I have to say that this paper has more references to contradictions of what is said in it than I have ever seen. I think I like this one, “it is neither useful nor strictly correct to interpret the frequency shifts of lightProf Layman, you need to read Expanding Confusion: common misconceptions of cosmological horizons and the superluminal expansion of the Universe by Davis and Lineweaver. This should get you interested:
"We show that we can observe galaxies that have, and always have had, recession velocities greater than the speed of light."
from very distant sources in terms of a special-relativistic D¨oppler shift alone." As the whole paper seems to do this...
I don't think any of the concepts in this paper has really gone mainstream yet, as written in books for the general public. They all tend to agree that galaxies close to the edge of the visable universe are traveling close to the speed of light, and are even quoted in that paper as saying so. I think this one probably explains it best from the paper, also considering that scientist have recently confirmed that the universe is exanding exponentially and the speed is increasing.
Harrison, E. R. 1991, ApJ, 383, 60–65, Hubble spheres and particle horizons, All accelerating universes, including universes having only a limited period of acceleration, have the property that galaxies at distances L < LH are later at L > LH, and their subluminal recession in the course of time becomes superluminal. Light emitted outside the Hubble sphere and traveling through space toward the observer recedes and can never enter the Hubble sphere and approach the observer. Clearly,
there are events that can never be observed, and such universes have event horizons.” The misleading part of this quote is subtle – there will be an event horizon in such universes (accelerating universes), but it needn’t coincide with the Hubble sphere. Unless the universe is accelerating so quickly that the Hubble sphere does not expand (exponential expansion) we will still observe things from beyond the Hubble sphere, even though there is an event horizon.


WHAT THE EXERCISE ASKS >> Your copy should match the listing below exactly, except that it holds no images.
# # #
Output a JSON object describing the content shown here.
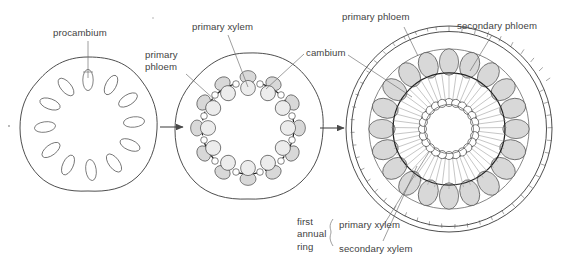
{
  "figure": {
    "kind": "botanical-diagram",
    "stage_count": 3,
    "colors": {
      "background": "#ffffff",
      "ink": "#3f3f3f",
      "outline": "#4e4e4e",
      "shading": "#d8d8d8",
      "leader": "#6b6b6b"
    }
  },
  "labels": {
    "procambium": "procambium",
    "primary_phloem_mid_line1": "primary",
    "primary_phloem_mid_line2": "phloem",
    "primary_xylem_mid": "primary xylem",
    "cambium": "cambium",
    "primary_phloem_right": "primary phloem",
    "secondary_phloem_right": "secondary phloem",
    "brace_group_line1": "first",
    "brace_group_line2": "annual",
    "brace_group_line3": "ring",
    "brace_item_1": "primary xylem",
    "brace_item_2": "secondary xylem"
  },
  "stages": [
    {
      "index": 1,
      "name": "procambium-stage",
      "outline_shape": "rounded-square",
      "center": {
        "x": 88,
        "y": 127
      },
      "strand_count": 12,
      "strand_style": "open-oval",
      "labels": [
        "procambium"
      ]
    },
    {
      "index": 2,
      "name": "primary-vascular-stage",
      "outline_shape": "rounded-square",
      "center": {
        "x": 248,
        "y": 128
      },
      "bundle_count": 12,
      "interfascicular_count": 12,
      "strand_style": "shaded-bundle-with-cambium-band",
      "labels": [
        "primary phloem",
        "primary xylem",
        "cambium"
      ]
    },
    {
      "index": 3,
      "name": "secondary-growth-stage",
      "outline_shape": "circle",
      "center": {
        "x": 449,
        "y": 129
      },
      "ring_count": 5,
      "phloem_lobe_count": 20,
      "xylem_ray_count": 48,
      "periderm_style": "double-walled-hatched-band",
      "labels": [
        "primary phloem",
        "secondary phloem",
        "cambium",
        "primary xylem",
        "secondary xylem"
      ]
    }
  ],
  "arrows": [
    {
      "name": "arrow-stage1-to-stage2",
      "from_stage": 1,
      "to_stage": 2,
      "direction": "right"
    },
    {
      "name": "arrow-stage2-to-stage3",
      "from_stage": 2,
      "to_stage": 3,
      "direction": "right"
    }
  ]
}
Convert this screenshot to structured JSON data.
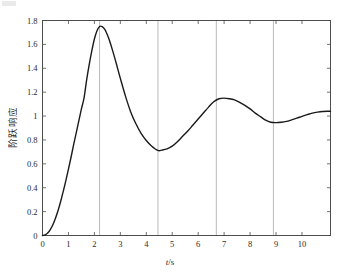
{
  "figure": {
    "width": 341,
    "height": 276,
    "background": "#ffffff",
    "axes_color": "#4d4d4d",
    "grid_color": "#b3b3b3",
    "curve_color": "#1a1a1a"
  },
  "chart_data": {
    "type": "line",
    "title": "",
    "xlabel": "t/s",
    "xlabel_parts": {
      "variable": "t",
      "separator": "/",
      "unit": "s"
    },
    "ylabel": "阶跃响应",
    "xlim": [
      0,
      11.1
    ],
    "ylim": [
      0,
      1.8
    ],
    "xticks": [
      0,
      1,
      2,
      3,
      4,
      5,
      6,
      7,
      8,
      9,
      10
    ],
    "xticklabels": [
      "0",
      "1",
      "2",
      "3",
      "4",
      "5",
      "6",
      "7",
      "8",
      "9",
      "10"
    ],
    "yticks": [
      0,
      0.2,
      0.4,
      0.6,
      0.8,
      1,
      1.2,
      1.4,
      1.6,
      1.8
    ],
    "yticklabels": [
      "0",
      "0.2",
      "0.4",
      "0.6",
      "0.8",
      "1",
      "1.2",
      "1.4",
      "1.6",
      "1.8"
    ],
    "grid": {
      "vertical": true,
      "horizontal": false,
      "vertical_at": [
        2.2,
        4.45,
        6.7,
        8.9
      ]
    },
    "legend": {
      "visible": false,
      "position": "none"
    },
    "series": [
      {
        "name": "阶跃响应",
        "color": "#1a1a1a",
        "linewidth": 1.4,
        "x": [
          0,
          0.1,
          0.2,
          0.3,
          0.4,
          0.5,
          0.6,
          0.7,
          0.8,
          0.9,
          1.0,
          1.1,
          1.2,
          1.3,
          1.4,
          1.5,
          1.6,
          1.7,
          1.8,
          1.9,
          2.0,
          2.1,
          2.2,
          2.3,
          2.4,
          2.5,
          2.6,
          2.7,
          2.8,
          2.9,
          3.0,
          3.2,
          3.4,
          3.6,
          3.8,
          4.0,
          4.2,
          4.45,
          4.6,
          4.8,
          5.0,
          5.2,
          5.4,
          5.6,
          5.8,
          6.0,
          6.2,
          6.4,
          6.6,
          6.8,
          7.0,
          7.2,
          7.4,
          7.6,
          7.8,
          8.0,
          8.2,
          8.4,
          8.6,
          8.8,
          9.0,
          9.2,
          9.4,
          9.6,
          9.8,
          10.0,
          10.2,
          10.4,
          10.6,
          10.8,
          11.0,
          11.1
        ],
        "y": [
          0.0,
          0.005,
          0.02,
          0.05,
          0.09,
          0.145,
          0.21,
          0.285,
          0.37,
          0.46,
          0.555,
          0.655,
          0.76,
          0.86,
          0.96,
          1.06,
          1.15,
          1.3,
          1.43,
          1.545,
          1.645,
          1.715,
          1.75,
          1.748,
          1.725,
          1.68,
          1.62,
          1.55,
          1.475,
          1.395,
          1.315,
          1.165,
          1.035,
          0.935,
          0.855,
          0.795,
          0.75,
          0.712,
          0.715,
          0.725,
          0.748,
          0.785,
          0.83,
          0.875,
          0.925,
          0.975,
          1.025,
          1.075,
          1.12,
          1.145,
          1.15,
          1.145,
          1.135,
          1.115,
          1.09,
          1.06,
          1.025,
          0.995,
          0.965,
          0.948,
          0.945,
          0.948,
          0.955,
          0.968,
          0.982,
          0.998,
          1.012,
          1.025,
          1.033,
          1.038,
          1.04,
          1.04
        ]
      }
    ],
    "annotations": {
      "first_peak": {
        "t": 2.2,
        "value": 1.75
      },
      "first_trough": {
        "t": 4.45,
        "value": 0.71
      },
      "second_peak": {
        "t": 6.7,
        "value": 1.15
      },
      "second_trough": {
        "t": 8.9,
        "value": 0.945
      },
      "steady_state": 1.04
    }
  }
}
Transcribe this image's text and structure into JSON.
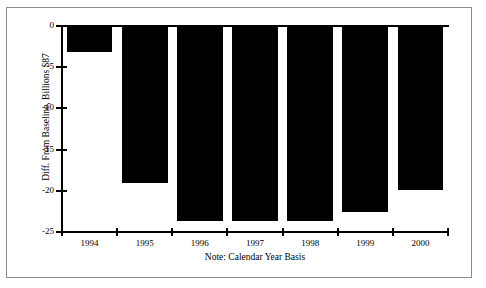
{
  "chart_data": {
    "type": "bar",
    "title": "",
    "subtitle": "",
    "xlabel": "",
    "ylabel": "Diff. From Baseline, Billions $87",
    "note": "Note: Calendar Year Basis",
    "categories": [
      "1994",
      "1995",
      "1996",
      "1997",
      "1998",
      "1999",
      "2000"
    ],
    "values": [
      -3.2,
      -19.0,
      -23.7,
      -23.7,
      -23.7,
      -22.6,
      -19.9
    ],
    "series": [
      {
        "name": "Diff. From Baseline",
        "values": [
          -3.2,
          -19.0,
          -23.7,
          -23.7,
          -23.7,
          -22.6,
          -19.9
        ]
      }
    ],
    "ylim": [
      -25,
      0
    ],
    "yticks": [
      0,
      -5,
      -10,
      -15,
      -20,
      -25
    ],
    "ytick_labels": [
      "0",
      "-5",
      "-10",
      "-15",
      "-20",
      "-25"
    ],
    "xtick_labels": [
      "1994",
      "1995",
      "1996",
      "1997",
      "1998",
      "1999",
      "2000"
    ],
    "grid": false,
    "legend": false,
    "legend_position": "none",
    "bar_color": "#000000",
    "axis_color": "#000000",
    "background_color": "#ffffff",
    "frame_color": "#8a8a8a"
  }
}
# # #
ANSWER SECTION >>
Output a JSON object describing the content shown here.
{
  "figure": {
    "kind": "botanical-diagram",
    "stage_count": 3,
    "colors": {
      "background": "#ffffff",
      "ink": "#3f3f3f",
      "outline": "#4e4e4e",
      "shading": "#d8d8d8",
      "leader": "#6b6b6b"
    }
  },
  "labels": {
    "procambium": "procambium",
    "primary_phloem_mid_line1": "primary",
    "primary_phloem_mid_line2": "phloem",
    "primary_xylem_mid": "primary xylem",
    "cambium": "cambium",
    "primary_phloem_right": "primary phloem",
    "secondary_phloem_right": "secondary phloem",
    "brace_group_line1": "first",
    "brace_group_line2": "annual",
    "brace_group_line3": "ring",
    "brace_item_1": "primary xylem",
    "brace_item_2": "secondary xylem"
  },
  "stages": [
    {
      "index": 1,
      "name": "procambium-stage",
      "outline_shape": "rounded-square",
      "center": {
        "x": 88,
        "y": 127
      },
      "strand_count": 12,
      "strand_style": "open-oval",
      "labels": [
        "procambium"
      ]
    },
    {
      "index": 2,
      "name": "primary-vascular-stage",
      "outline_shape": "rounded-square",
      "center": {
        "x": 248,
        "y": 128
      },
      "bundle_count": 12,
      "interfascicular_count": 12,
      "strand_style": "shaded-bundle-with-cambium-band",
      "labels": [
        "primary phloem",
        "primary xylem",
        "cambium"
      ]
    },
    {
      "index": 3,
      "name": "secondary-growth-stage",
      "outline_shape": "circle",
      "center": {
        "x": 449,
        "y": 129
      },
      "ring_count": 5,
      "phloem_lobe_count": 20,
      "xylem_ray_count": 48,
      "periderm_style": "double-walled-hatched-band",
      "labels": [
        "primary phloem",
        "secondary phloem",
        "cambium",
        "primary xylem",
        "secondary xylem"
      ]
    }
  ],
  "arrows": [
    {
      "name": "arrow-stage1-to-stage2",
      "from_stage": 1,
      "to_stage": 2,
      "direction": "right"
    },
    {
      "name": "arrow-stage2-to-stage3",
      "from_stage": 2,
      "to_stage": 3,
      "direction": "right"
    }
  ]
}
Convert this screenshot to structured JSON data.
{
  "figure": {
    "width": 341,
    "height": 276,
    "background": "#ffffff",
    "axes_color": "#4d4d4d",
    "grid_color": "#b3b3b3",
    "curve_color": "#1a1a1a"
  },
  "chart_data": {
    "type": "line",
    "title": "",
    "xlabel": "t/s",
    "xlabel_parts": {
      "variable": "t",
      "separator": "/",
      "unit": "s"
    },
    "ylabel": "阶跃响应",
    "xlim": [
      0,
      11.1
    ],
    "ylim": [
      0,
      1.8
    ],
    "xticks": [
      0,
      1,
      2,
      3,
      4,
      5,
      6,
      7,
      8,
      9,
      10
    ],
    "xticklabels": [
      "0",
      "1",
      "2",
      "3",
      "4",
      "5",
      "6",
      "7",
      "8",
      "9",
      "10"
    ],
    "yticks": [
      0,
      0.2,
      0.4,
      0.6,
      0.8,
      1,
      1.2,
      1.4,
      1.6,
      1.8
    ],
    "yticklabels": [
      "0",
      "0.2",
      "0.4",
      "0.6",
      "0.8",
      "1",
      "1.2",
      "1.4",
      "1.6",
      "1.8"
    ],
    "grid": {
      "vertical": true,
      "horizontal": false,
      "vertical_at": [
        2.2,
        4.45,
        6.7,
        8.9
      ]
    },
    "legend": {
      "visible": false,
      "position": "none"
    },
    "series": [
      {
        "name": "阶跃响应",
        "color": "#1a1a1a",
        "linewidth": 1.4,
        "x": [
          0,
          0.1,
          0.2,
          0.3,
          0.4,
          0.5,
          0.6,
          0.7,
          0.8,
          0.9,
          1.0,
          1.1,
          1.2,
          1.3,
          1.4,
          1.5,
          1.6,
          1.7,
          1.8,
          1.9,
          2.0,
          2.1,
          2.2,
          2.3,
          2.4,
          2.5,
          2.6,
          2.7,
          2.8,
          2.9,
          3.0,
          3.2,
          3.4,
          3.6,
          3.8,
          4.0,
          4.2,
          4.45,
          4.6,
          4.8,
          5.0,
          5.2,
          5.4,
          5.6,
          5.8,
          6.0,
          6.2,
          6.4,
          6.6,
          6.8,
          7.0,
          7.2,
          7.4,
          7.6,
          7.8,
          8.0,
          8.2,
          8.4,
          8.6,
          8.8,
          9.0,
          9.2,
          9.4,
          9.6,
          9.8,
          10.0,
          10.2,
          10.4,
          10.6,
          10.8,
          11.0,
          11.1
        ],
        "y": [
          0.0,
          0.005,
          0.02,
          0.05,
          0.09,
          0.145,
          0.21,
          0.285,
          0.37,
          0.46,
          0.555,
          0.655,
          0.76,
          0.86,
          0.96,
          1.06,
          1.15,
          1.3,
          1.43,
          1.545,
          1.645,
          1.715,
          1.75,
          1.748,
          1.725,
          1.68,
          1.62,
          1.55,
          1.475,
          1.395,
          1.315,
          1.165,
          1.035,
          0.935,
          0.855,
          0.795,
          0.75,
          0.712,
          0.715,
          0.725,
          0.748,
          0.785,
          0.83,
          0.875,
          0.925,
          0.975,
          1.025,
          1.075,
          1.12,
          1.145,
          1.15,
          1.145,
          1.135,
          1.115,
          1.09,
          1.06,
          1.025,
          0.995,
          0.965,
          0.948,
          0.945,
          0.948,
          0.955,
          0.968,
          0.982,
          0.998,
          1.012,
          1.025,
          1.033,
          1.038,
          1.04,
          1.04
        ]
      }
    ],
    "annotations": {
      "first_peak": {
        "t": 2.2,
        "value": 1.75
      },
      "first_trough": {
        "t": 4.45,
        "value": 0.71
      },
      "second_peak": {
        "t": 6.7,
        "value": 1.15
      },
      "second_trough": {
        "t": 8.9,
        "value": 0.945
      },
      "steady_state": 1.04
    }
  }
}
Transcribe this image's text and structure into JSON.
{
  "chart_data": {
    "type": "bar",
    "title": "",
    "subtitle": "",
    "xlabel": "",
    "ylabel": "Diff. From Baseline, Billions $87",
    "note": "Note: Calendar Year Basis",
    "categories": [
      "1994",
      "1995",
      "1996",
      "1997",
      "1998",
      "1999",
      "2000"
    ],
    "values": [
      -3.2,
      -19.0,
      -23.7,
      -23.7,
      -23.7,
      -22.6,
      -19.9
    ],
    "series": [
      {
        "name": "Diff. From Baseline",
        "values": [
          -3.2,
          -19.0,
          -23.7,
          -23.7,
          -23.7,
          -22.6,
          -19.9
        ]
      }
    ],
    "ylim": [
      -25,
      0
    ],
    "yticks": [
      0,
      -5,
      -10,
      -15,
      -20,
      -25
    ],
    "ytick_labels": [
      "0",
      "-5",
      "-10",
      "-15",
      "-20",
      "-25"
    ],
    "xtick_labels": [
      "1994",
      "1995",
      "1996",
      "1997",
      "1998",
      "1999",
      "2000"
    ],
    "grid": false,
    "legend": false,
    "legend_position": "none",
    "bar_color": "#000000",
    "axis_color": "#000000",
    "background_color": "#ffffff",
    "frame_color": "#8a8a8a"
  }
}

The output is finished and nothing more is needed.